Haven’t noticed any problems with fan reliability. Well, as I said, using a python script that does software fan control I was able to lower idle fan speed to 550 RPM.
Sapphire trixx vega 64 full#
It’s the quietest card I had under full load, and it’s horrible at idle. The “stock” 1200-1700 RPM range looks more like on/off switch. But why is the “stock” setup so you’ve put this card into one of the “silent” builds, if I’m not mistaken? Have you seen (heard) this problem? Or is 1200 RPM fan speed at idle acceptable for you?Īnother funny thing: with +50% power limit, when running heavy games, fans aren’t spinning faster than 1700 RPM. So, yes, this problem can be solved with some tuning (and python scripts), kinda. For me it seems that semi-passive cooling actually makes acoustics worse. On Windows I can’t turn off the “semi-passive” cooling, only adjust the minimum fan speed, so the result there is worse: the card frequently switches fans on and off, and when it turns on it’s 700 RPM (which is noticeable, but at least not annoyingly loud). So I doubt there’s something mining in the background. With it, the card runs at 45 degrees C, 550 RPM at idle (with “automatic” fan control, fans only turn on at 55 degrees temp). In the end I wrote a python script that checks the temperature and manually sets fan speed every second. Well… The card is inside of Dark Base 900 non-TG version, with thick sound dampening pads everywhere, and they don’t help. And that I shouldn’t notice a fan spinning at 1200 RPM too. All other fans are running at max 500 RPM at idle, so it is very noticeable.Īm I the only one seeing this problem? Sapphire’s support told me that I probably have a virus that mines something on the GPU (yes, under both OSes).
![sapphire trixx vega 64 sapphire trixx vega 64](https://www.techpowerup.com/forums/proxy.php?image=http%3A%2F%2Fimg.techpowerup.org%2F161005%2Funtitled211.png)
And, well, the card can’t stay in passive mode all the time, even when just rendering the desktop. By default, when the card exits “passive” mode, fans immediately spin up to about 1200 RPM. I wonder why no reviewer said anything about this.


Problem requirements
Go through the data below. List every line that holds the word "planet".

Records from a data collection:
--------------------
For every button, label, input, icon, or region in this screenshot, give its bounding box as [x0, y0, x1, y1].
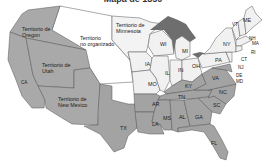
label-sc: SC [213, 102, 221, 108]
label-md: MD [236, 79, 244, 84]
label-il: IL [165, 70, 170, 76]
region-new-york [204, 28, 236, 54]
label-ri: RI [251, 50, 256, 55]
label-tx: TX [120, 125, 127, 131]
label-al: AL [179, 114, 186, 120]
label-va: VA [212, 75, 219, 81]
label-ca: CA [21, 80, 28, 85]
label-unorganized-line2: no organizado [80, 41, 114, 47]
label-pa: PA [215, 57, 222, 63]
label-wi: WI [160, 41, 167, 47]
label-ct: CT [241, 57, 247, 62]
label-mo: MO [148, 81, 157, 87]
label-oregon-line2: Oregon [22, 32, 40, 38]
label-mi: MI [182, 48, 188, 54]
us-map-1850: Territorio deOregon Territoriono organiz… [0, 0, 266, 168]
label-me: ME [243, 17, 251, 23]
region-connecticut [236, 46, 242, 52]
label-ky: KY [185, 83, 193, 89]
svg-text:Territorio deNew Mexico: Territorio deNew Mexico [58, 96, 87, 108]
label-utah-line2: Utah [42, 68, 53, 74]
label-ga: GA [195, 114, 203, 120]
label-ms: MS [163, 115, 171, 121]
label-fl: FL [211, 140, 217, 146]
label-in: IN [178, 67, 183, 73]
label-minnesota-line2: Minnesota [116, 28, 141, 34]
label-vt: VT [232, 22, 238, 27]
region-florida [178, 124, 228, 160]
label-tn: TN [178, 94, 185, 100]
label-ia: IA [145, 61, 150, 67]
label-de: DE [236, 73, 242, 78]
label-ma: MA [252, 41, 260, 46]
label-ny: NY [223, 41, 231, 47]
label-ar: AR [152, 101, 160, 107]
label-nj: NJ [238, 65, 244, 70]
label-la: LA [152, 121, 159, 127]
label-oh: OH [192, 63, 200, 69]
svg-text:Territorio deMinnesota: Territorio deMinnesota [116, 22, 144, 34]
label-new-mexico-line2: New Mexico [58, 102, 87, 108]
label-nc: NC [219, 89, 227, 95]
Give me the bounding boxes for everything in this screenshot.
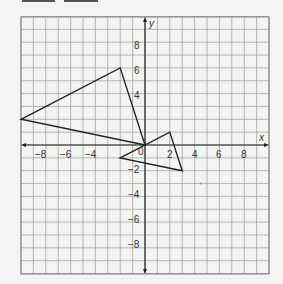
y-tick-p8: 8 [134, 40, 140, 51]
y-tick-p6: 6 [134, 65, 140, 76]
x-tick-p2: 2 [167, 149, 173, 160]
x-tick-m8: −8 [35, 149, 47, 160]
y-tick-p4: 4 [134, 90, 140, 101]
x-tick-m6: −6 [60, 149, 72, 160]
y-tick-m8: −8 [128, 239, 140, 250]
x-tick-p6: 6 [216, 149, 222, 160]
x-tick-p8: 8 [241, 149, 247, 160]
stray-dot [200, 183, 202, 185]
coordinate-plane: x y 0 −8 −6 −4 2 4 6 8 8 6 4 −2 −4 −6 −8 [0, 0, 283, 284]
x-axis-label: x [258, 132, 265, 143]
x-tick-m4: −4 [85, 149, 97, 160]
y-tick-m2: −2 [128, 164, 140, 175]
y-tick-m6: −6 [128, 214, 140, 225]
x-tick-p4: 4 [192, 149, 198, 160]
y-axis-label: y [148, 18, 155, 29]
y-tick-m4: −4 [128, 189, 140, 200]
--------------------
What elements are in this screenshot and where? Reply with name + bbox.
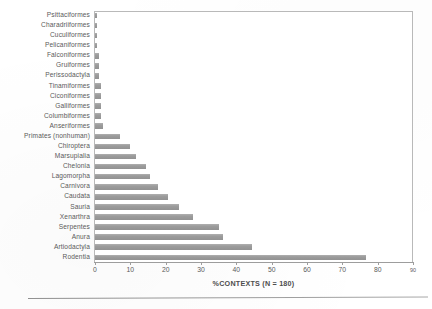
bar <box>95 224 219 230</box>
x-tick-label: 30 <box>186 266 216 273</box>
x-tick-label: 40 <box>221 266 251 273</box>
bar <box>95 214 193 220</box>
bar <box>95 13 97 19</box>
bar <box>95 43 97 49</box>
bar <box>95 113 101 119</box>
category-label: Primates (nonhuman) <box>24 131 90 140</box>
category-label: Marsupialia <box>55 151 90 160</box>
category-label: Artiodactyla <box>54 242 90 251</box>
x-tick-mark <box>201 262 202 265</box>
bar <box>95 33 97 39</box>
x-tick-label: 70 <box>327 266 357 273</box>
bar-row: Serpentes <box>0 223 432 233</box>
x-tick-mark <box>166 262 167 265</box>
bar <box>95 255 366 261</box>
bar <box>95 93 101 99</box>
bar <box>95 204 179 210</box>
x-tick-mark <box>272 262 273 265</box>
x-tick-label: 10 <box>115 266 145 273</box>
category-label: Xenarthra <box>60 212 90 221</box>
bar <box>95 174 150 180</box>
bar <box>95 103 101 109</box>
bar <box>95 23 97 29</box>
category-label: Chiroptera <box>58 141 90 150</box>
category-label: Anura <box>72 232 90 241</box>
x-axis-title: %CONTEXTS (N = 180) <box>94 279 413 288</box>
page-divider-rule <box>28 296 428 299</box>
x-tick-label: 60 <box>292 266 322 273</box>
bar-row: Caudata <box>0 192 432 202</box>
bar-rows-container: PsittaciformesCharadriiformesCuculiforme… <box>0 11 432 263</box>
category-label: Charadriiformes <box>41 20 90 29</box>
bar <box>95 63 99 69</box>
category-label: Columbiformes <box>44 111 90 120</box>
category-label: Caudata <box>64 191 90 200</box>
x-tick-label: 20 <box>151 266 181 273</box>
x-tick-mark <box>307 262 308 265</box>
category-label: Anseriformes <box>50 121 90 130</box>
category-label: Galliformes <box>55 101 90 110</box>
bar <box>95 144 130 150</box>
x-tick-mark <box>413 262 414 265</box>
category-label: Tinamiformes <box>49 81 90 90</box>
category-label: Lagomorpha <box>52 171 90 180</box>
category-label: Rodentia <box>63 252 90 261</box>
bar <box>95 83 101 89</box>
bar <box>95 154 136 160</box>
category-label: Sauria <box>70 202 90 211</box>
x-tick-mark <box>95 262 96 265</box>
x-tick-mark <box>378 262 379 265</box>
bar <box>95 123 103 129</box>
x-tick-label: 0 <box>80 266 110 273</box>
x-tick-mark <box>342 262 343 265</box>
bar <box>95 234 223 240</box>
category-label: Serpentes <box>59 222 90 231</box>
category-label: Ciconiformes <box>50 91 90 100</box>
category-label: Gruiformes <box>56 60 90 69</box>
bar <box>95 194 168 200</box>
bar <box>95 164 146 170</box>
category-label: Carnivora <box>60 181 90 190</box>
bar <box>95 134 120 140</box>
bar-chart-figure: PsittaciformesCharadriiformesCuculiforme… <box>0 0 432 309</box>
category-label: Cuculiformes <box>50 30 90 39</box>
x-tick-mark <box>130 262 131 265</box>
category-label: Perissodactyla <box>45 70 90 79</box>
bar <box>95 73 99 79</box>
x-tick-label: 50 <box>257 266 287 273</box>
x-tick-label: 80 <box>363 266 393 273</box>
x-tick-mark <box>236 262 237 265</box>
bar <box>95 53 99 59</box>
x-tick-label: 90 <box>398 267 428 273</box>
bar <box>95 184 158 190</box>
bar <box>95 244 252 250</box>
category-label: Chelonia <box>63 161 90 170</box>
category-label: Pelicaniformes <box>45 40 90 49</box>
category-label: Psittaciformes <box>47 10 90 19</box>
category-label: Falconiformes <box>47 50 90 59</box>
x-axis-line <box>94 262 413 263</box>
--------------------
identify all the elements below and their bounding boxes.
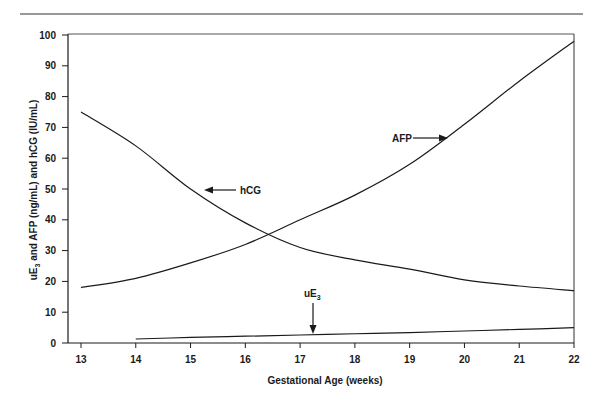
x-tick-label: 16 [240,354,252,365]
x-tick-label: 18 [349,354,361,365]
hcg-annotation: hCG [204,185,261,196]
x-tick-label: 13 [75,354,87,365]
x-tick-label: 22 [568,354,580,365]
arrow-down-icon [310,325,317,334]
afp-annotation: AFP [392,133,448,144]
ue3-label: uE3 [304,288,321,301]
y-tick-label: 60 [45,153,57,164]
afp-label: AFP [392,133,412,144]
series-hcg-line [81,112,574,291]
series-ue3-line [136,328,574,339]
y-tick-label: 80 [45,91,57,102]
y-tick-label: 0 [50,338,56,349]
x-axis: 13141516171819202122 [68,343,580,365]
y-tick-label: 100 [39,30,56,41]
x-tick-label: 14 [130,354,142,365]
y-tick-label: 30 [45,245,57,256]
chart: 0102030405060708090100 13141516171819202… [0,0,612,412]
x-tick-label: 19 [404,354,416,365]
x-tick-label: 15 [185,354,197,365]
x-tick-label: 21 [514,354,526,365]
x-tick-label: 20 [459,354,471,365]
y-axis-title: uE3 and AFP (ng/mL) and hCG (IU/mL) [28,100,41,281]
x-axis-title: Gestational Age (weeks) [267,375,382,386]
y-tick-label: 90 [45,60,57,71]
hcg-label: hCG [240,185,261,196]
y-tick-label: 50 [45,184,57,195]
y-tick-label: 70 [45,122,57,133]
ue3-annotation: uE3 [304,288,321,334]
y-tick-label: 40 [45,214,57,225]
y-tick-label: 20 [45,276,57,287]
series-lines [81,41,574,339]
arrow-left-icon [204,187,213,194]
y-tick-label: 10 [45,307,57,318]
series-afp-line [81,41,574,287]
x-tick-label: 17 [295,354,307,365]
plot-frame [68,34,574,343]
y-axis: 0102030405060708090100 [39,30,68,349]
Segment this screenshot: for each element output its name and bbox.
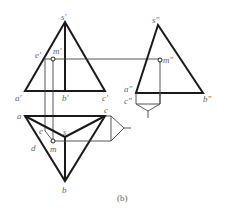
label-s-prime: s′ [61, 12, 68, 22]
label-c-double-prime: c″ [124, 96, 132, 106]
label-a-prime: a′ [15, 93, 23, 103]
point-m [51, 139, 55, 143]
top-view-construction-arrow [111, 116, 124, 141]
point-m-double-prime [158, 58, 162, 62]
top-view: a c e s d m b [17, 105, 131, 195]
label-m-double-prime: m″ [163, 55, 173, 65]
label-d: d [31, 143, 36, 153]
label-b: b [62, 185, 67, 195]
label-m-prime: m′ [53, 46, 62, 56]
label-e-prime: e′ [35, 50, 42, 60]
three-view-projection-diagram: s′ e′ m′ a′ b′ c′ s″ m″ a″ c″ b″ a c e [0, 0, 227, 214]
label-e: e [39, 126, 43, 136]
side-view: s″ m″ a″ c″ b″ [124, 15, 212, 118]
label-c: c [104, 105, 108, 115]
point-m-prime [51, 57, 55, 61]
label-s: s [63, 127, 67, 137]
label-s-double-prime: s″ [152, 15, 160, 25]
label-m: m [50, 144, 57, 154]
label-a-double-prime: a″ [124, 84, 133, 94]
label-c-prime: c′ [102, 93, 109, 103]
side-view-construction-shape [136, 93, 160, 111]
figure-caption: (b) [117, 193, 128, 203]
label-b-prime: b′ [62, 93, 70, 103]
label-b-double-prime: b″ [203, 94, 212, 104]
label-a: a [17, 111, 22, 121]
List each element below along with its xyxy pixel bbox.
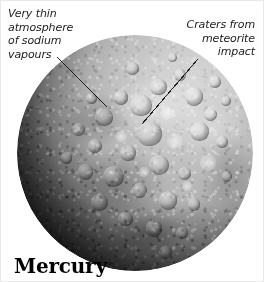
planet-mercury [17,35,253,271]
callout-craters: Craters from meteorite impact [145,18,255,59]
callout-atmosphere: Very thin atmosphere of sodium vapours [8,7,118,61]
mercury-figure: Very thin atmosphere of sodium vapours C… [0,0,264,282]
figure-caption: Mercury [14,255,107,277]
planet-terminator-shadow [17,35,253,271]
--------------------
Solved exercise
planet-mercury [17,35,253,271]
planet-terminator-shadow [17,35,253,271]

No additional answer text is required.